> How to complete this task: After finding the line that holds "Locate an element on the screen. This" below, set down that line and the rest through the final one exactly, leaving the pictures out.

> Material provided:

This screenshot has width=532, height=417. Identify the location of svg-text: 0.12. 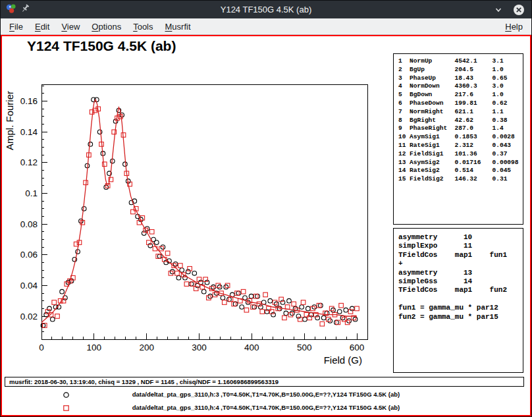
(29, 162).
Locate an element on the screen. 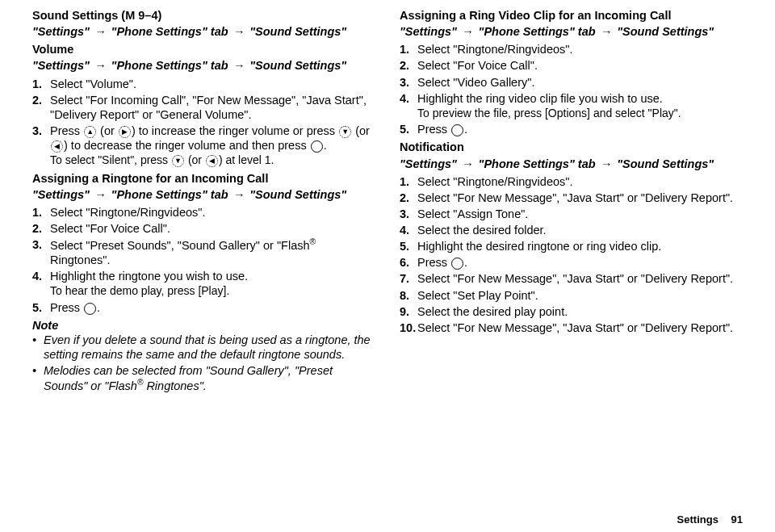 The height and width of the screenshot is (532, 775). step-subnote: To select "Silent", press ▼ (or ◀) at le… is located at coordinates (213, 161).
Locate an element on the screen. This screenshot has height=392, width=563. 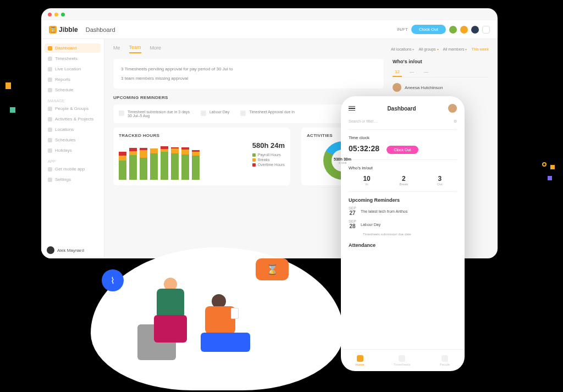
sidebar-item-people: People & Groups is located at coordinates (73, 109).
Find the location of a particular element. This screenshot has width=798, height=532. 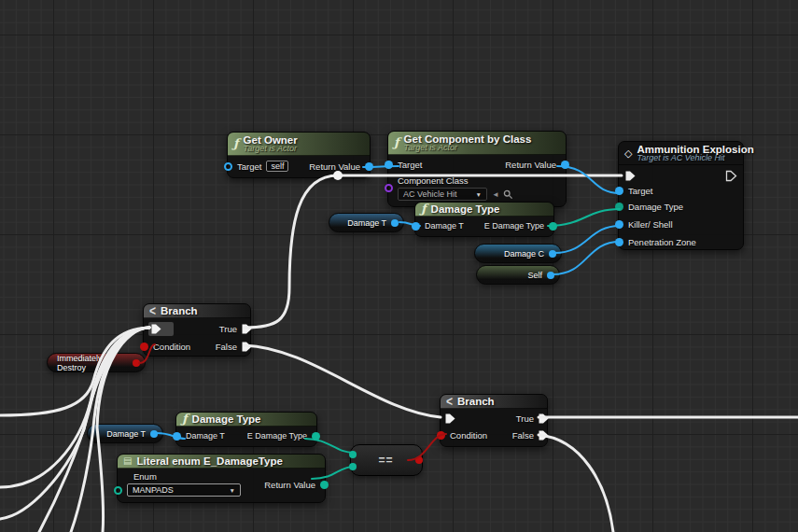

wire-damagetype-to-ammo-damagetype is located at coordinates (584, 217).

> Reply:
Locate an element on the screen. This screenshot has height=392, width=563. 
sidebar-item-people: People & Groups is located at coordinates (73, 109).
Find the location of a particular element. This screenshot has width=798, height=532. 

wire-damagetype-to-ammo-damagetype is located at coordinates (584, 217).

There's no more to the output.